Wifier vs Null - What's the difference?
wifier | null |
(wifey)
* 1887 , The Critic , 14 May 1887,
* 1993 , "'Lace' covers women's concerns but avoids some broader issues", The Washington Times , 18 July 1993:
* 1994 , Joel Achenbach, "These Are Delicate Times For Nation's First Lady", The Buffalo News , 25 December 1994:
A non-existent or empty value or set of values.
Zero]] quantity of [[expression, expressions; nothing.
Something that has no force or meaning.
(computing) the ASCII or Unicode character (), represented by a zero value, that indicates no character and is sometimes used as a string terminator.
(computing) the attribute of an entity that has no valid value.
One of the beads in nulled work.
(statistics) null hypothesis
Having no validity, "null and void"
insignificant
* 1924 , Marcel Proust, Within a Budding Grove :
absent or non-existent
(mathematics) of the null set
(mathematics) of or comprising a value of precisely zero
(genetics, of a mutation) causing a complete loss of gene function, amorphic.
As nouns the difference between wifier and null
is that wifier is (internet) a user of a wi-fi network, particularly a public one while null is zero, nil; the cardinal number before einn.wifier
English
Adjective
(head)pages 240-241:
- How her distracted husband finds her, how he brings her home, and convinces her that no intellect or beauty, or charm of any kind in any other woman, could for a moment seem to him comparable to the innocence and simplicity of his 'wee wifie,' and how under the influence of his praise she becomes wee-er and wifier than ever, is elaborately set forth for those who care to know.
- As wifier -than-thou Val, Miss Eikenberry seems to be reprising her "LA Law" role, just as Miss Sheedy seems to be reprising her misfit from her "Breakfast Club" days.
- But she can be made more ceremonial; she can be made wifier .
null
English
Noun
(en noun)- (Francis Bacon)
- Since no date of birth was entered for the patient, his age is null .
Adjective
(en adjective)- In proportion as we descend the social scale our snobbishness fastens on to mere nothings which are perhaps no more null than the distinctions observed by the aristocracy, but, being more obscure, more peculiar to the individual, take us more by surprise.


» **Task item**
Your task is to print every entry below exactly as given.

» **Dataset entries**
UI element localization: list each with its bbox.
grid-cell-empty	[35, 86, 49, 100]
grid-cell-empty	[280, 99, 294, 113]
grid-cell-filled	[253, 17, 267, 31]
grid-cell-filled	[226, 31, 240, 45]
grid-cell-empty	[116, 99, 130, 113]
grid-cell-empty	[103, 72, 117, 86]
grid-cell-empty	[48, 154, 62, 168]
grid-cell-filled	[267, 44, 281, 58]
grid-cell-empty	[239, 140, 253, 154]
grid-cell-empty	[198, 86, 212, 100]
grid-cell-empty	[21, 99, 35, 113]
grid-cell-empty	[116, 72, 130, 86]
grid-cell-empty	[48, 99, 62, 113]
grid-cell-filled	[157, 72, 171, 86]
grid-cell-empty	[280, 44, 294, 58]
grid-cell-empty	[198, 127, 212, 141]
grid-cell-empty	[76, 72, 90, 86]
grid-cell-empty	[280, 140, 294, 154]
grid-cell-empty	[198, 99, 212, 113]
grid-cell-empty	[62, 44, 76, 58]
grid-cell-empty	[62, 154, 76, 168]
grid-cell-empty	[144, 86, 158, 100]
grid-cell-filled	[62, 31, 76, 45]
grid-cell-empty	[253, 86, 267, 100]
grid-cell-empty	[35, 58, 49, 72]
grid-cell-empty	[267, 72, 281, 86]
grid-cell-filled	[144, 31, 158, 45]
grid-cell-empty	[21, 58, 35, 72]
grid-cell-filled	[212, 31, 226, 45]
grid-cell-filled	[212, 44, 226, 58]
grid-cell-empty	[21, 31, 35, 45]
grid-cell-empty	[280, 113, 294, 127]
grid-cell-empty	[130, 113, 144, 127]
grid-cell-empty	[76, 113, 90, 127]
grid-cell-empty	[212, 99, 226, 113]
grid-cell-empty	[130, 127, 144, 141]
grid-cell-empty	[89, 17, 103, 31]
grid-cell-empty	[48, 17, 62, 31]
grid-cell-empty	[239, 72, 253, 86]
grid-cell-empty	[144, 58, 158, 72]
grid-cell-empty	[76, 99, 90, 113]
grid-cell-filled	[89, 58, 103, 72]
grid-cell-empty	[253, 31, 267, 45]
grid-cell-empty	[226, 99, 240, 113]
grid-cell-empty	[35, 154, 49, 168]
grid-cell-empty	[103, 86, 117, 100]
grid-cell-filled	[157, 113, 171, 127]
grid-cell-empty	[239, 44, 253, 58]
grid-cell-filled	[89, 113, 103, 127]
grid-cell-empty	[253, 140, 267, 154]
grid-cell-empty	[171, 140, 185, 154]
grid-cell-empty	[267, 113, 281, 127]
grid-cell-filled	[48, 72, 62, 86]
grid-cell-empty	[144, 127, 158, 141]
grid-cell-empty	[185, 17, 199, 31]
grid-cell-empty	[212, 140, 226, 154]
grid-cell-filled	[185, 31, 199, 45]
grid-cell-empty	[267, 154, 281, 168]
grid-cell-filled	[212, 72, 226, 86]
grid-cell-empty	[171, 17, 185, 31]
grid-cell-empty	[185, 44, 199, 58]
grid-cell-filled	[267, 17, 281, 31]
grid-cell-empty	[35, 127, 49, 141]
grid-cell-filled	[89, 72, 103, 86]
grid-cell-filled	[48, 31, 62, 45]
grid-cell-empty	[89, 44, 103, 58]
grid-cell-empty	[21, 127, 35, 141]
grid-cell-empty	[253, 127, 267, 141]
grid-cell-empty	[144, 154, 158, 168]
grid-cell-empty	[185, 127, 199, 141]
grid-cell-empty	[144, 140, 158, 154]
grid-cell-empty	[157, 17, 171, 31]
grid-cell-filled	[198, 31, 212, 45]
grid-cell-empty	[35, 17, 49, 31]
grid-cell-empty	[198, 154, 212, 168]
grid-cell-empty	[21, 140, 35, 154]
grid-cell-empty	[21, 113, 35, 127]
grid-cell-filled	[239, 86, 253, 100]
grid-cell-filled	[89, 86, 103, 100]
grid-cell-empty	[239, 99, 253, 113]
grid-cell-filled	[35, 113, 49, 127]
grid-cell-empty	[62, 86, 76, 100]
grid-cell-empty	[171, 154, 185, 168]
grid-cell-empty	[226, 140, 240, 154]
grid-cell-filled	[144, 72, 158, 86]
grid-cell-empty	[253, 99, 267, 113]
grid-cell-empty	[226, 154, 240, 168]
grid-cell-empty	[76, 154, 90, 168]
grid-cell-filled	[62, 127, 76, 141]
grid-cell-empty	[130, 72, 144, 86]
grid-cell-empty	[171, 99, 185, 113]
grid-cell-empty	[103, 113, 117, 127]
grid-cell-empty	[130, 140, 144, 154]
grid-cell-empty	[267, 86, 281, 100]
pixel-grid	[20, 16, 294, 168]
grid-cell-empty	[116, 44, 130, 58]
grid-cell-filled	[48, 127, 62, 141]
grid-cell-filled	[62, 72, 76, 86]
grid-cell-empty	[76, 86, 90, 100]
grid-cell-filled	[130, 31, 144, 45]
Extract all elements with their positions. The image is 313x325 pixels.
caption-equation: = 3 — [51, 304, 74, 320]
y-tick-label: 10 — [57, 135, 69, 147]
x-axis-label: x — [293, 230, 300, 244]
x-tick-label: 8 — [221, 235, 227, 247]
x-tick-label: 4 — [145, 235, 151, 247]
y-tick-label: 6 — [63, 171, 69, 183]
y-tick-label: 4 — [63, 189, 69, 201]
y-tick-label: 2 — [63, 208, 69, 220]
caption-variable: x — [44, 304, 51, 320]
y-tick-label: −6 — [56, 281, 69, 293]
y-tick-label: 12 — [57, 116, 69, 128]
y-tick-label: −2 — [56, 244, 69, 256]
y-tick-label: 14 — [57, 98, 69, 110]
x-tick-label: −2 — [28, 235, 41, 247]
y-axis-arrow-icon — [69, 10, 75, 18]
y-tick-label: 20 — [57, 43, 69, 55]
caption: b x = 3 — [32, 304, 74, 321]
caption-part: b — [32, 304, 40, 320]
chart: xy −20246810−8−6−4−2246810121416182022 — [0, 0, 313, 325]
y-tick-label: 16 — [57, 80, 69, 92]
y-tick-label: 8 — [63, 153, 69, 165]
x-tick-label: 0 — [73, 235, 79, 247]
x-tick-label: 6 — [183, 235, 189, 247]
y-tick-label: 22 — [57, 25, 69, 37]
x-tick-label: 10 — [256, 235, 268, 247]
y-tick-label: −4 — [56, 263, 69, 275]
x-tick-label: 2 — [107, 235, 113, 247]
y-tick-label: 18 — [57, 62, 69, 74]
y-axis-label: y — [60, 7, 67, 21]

» **Exercise result**
UI element localization: list each with its bbox.
grid-cell-empty	[35, 86, 49, 100]
grid-cell-empty	[280, 99, 294, 113]
grid-cell-filled	[253, 17, 267, 31]
grid-cell-filled	[226, 31, 240, 45]
grid-cell-empty	[116, 99, 130, 113]
grid-cell-empty	[103, 72, 117, 86]
grid-cell-empty	[48, 154, 62, 168]
grid-cell-filled	[267, 44, 281, 58]
grid-cell-empty	[239, 140, 253, 154]
grid-cell-empty	[198, 86, 212, 100]
grid-cell-empty	[21, 99, 35, 113]
grid-cell-empty	[116, 72, 130, 86]
grid-cell-empty	[48, 99, 62, 113]
grid-cell-filled	[157, 72, 171, 86]
grid-cell-empty	[280, 44, 294, 58]
grid-cell-empty	[198, 127, 212, 141]
grid-cell-empty	[76, 72, 90, 86]
grid-cell-empty	[280, 140, 294, 154]
grid-cell-empty	[198, 99, 212, 113]
grid-cell-empty	[62, 44, 76, 58]
grid-cell-empty	[62, 154, 76, 168]
grid-cell-empty	[144, 86, 158, 100]
grid-cell-filled	[62, 31, 76, 45]
grid-cell-empty	[253, 86, 267, 100]
grid-cell-empty	[35, 58, 49, 72]
grid-cell-empty	[267, 72, 281, 86]
grid-cell-filled	[144, 31, 158, 45]
grid-cell-empty	[21, 58, 35, 72]
grid-cell-filled	[212, 31, 226, 45]
grid-cell-filled	[212, 44, 226, 58]
grid-cell-empty	[21, 31, 35, 45]
grid-cell-empty	[280, 113, 294, 127]
grid-cell-empty	[130, 113, 144, 127]
grid-cell-empty	[76, 113, 90, 127]
grid-cell-empty	[212, 99, 226, 113]
grid-cell-empty	[130, 127, 144, 141]
grid-cell-empty	[89, 17, 103, 31]
grid-cell-empty	[48, 17, 62, 31]
grid-cell-empty	[239, 72, 253, 86]
grid-cell-empty	[144, 58, 158, 72]
grid-cell-empty	[76, 99, 90, 113]
grid-cell-filled	[89, 58, 103, 72]
grid-cell-empty	[253, 31, 267, 45]
grid-cell-empty	[226, 99, 240, 113]
grid-cell-empty	[35, 154, 49, 168]
grid-cell-empty	[103, 86, 117, 100]
grid-cell-filled	[157, 113, 171, 127]
grid-cell-empty	[239, 44, 253, 58]
grid-cell-filled	[89, 113, 103, 127]
grid-cell-empty	[253, 140, 267, 154]
grid-cell-empty	[171, 140, 185, 154]
grid-cell-empty	[267, 113, 281, 127]
grid-cell-filled	[48, 72, 62, 86]
grid-cell-empty	[144, 127, 158, 141]
grid-cell-empty	[185, 17, 199, 31]
grid-cell-empty	[212, 140, 226, 154]
grid-cell-filled	[185, 31, 199, 45]
grid-cell-empty	[267, 154, 281, 168]
grid-cell-filled	[212, 72, 226, 86]
grid-cell-empty	[171, 17, 185, 31]
grid-cell-empty	[185, 44, 199, 58]
grid-cell-filled	[267, 17, 281, 31]
grid-cell-empty	[35, 127, 49, 141]
grid-cell-filled	[89, 72, 103, 86]
grid-cell-filled	[48, 31, 62, 45]
grid-cell-empty	[89, 44, 103, 58]
grid-cell-empty	[21, 127, 35, 141]
grid-cell-empty	[253, 127, 267, 141]
grid-cell-empty	[144, 154, 158, 168]
grid-cell-empty	[185, 127, 199, 141]
grid-cell-empty	[144, 140, 158, 154]
grid-cell-empty	[157, 17, 171, 31]
grid-cell-filled	[198, 31, 212, 45]
grid-cell-empty	[35, 17, 49, 31]
grid-cell-empty	[198, 154, 212, 168]
grid-cell-empty	[21, 140, 35, 154]
grid-cell-empty	[21, 113, 35, 127]
grid-cell-filled	[239, 86, 253, 100]
grid-cell-filled	[89, 86, 103, 100]
grid-cell-empty	[239, 99, 253, 113]
grid-cell-filled	[35, 113, 49, 127]
grid-cell-empty	[62, 86, 76, 100]
grid-cell-empty	[171, 154, 185, 168]
grid-cell-empty	[226, 140, 240, 154]
grid-cell-filled	[144, 72, 158, 86]
grid-cell-empty	[253, 99, 267, 113]
grid-cell-empty	[226, 154, 240, 168]
grid-cell-empty	[76, 154, 90, 168]
grid-cell-filled	[62, 127, 76, 141]
grid-cell-empty	[130, 72, 144, 86]
grid-cell-empty	[171, 99, 185, 113]
grid-cell-empty	[103, 113, 117, 127]
grid-cell-empty	[130, 140, 144, 154]
grid-cell-empty	[267, 86, 281, 100]
pixel-grid	[20, 16, 294, 168]
grid-cell-empty	[116, 44, 130, 58]
grid-cell-filled	[48, 127, 62, 141]
grid-cell-filled	[62, 72, 76, 86]
grid-cell-empty	[76, 86, 90, 100]
grid-cell-filled	[130, 31, 144, 45]
Extract all elements with their positions. The image is 313x325 pixels.
caption-equation: = 3 — [51, 304, 74, 320]
y-tick-label: 10 — [57, 135, 69, 147]
x-axis-label: x — [293, 230, 300, 244]
x-tick-label: 8 — [221, 235, 227, 247]
x-tick-label: 4 — [145, 235, 151, 247]
y-tick-label: 6 — [63, 171, 69, 183]
y-tick-label: 4 — [63, 189, 69, 201]
y-tick-label: 2 — [63, 208, 69, 220]
caption-variable: x — [44, 304, 51, 320]
y-tick-label: −6 — [56, 281, 69, 293]
y-tick-label: 12 — [57, 116, 69, 128]
y-tick-label: −2 — [56, 244, 69, 256]
y-tick-label: 14 — [57, 98, 69, 110]
x-tick-label: −2 — [28, 235, 41, 247]
y-axis-arrow-icon — [69, 10, 75, 18]
y-tick-label: 20 — [57, 43, 69, 55]
caption: b x = 3 — [32, 304, 74, 321]
caption-part: b — [32, 304, 40, 320]
chart: xy −20246810−8−6−4−2246810121416182022 — [0, 0, 313, 325]
y-tick-label: 16 — [57, 80, 69, 92]
y-tick-label: 8 — [63, 153, 69, 165]
x-tick-label: 0 — [73, 235, 79, 247]
x-tick-label: 6 — [183, 235, 189, 247]
y-tick-label: 22 — [57, 25, 69, 37]
x-tick-label: 10 — [256, 235, 268, 247]
y-tick-label: −4 — [56, 263, 69, 275]
x-tick-label: 2 — [107, 235, 113, 247]
y-tick-label: 18 — [57, 62, 69, 74]
y-axis-label: y — [60, 7, 67, 21]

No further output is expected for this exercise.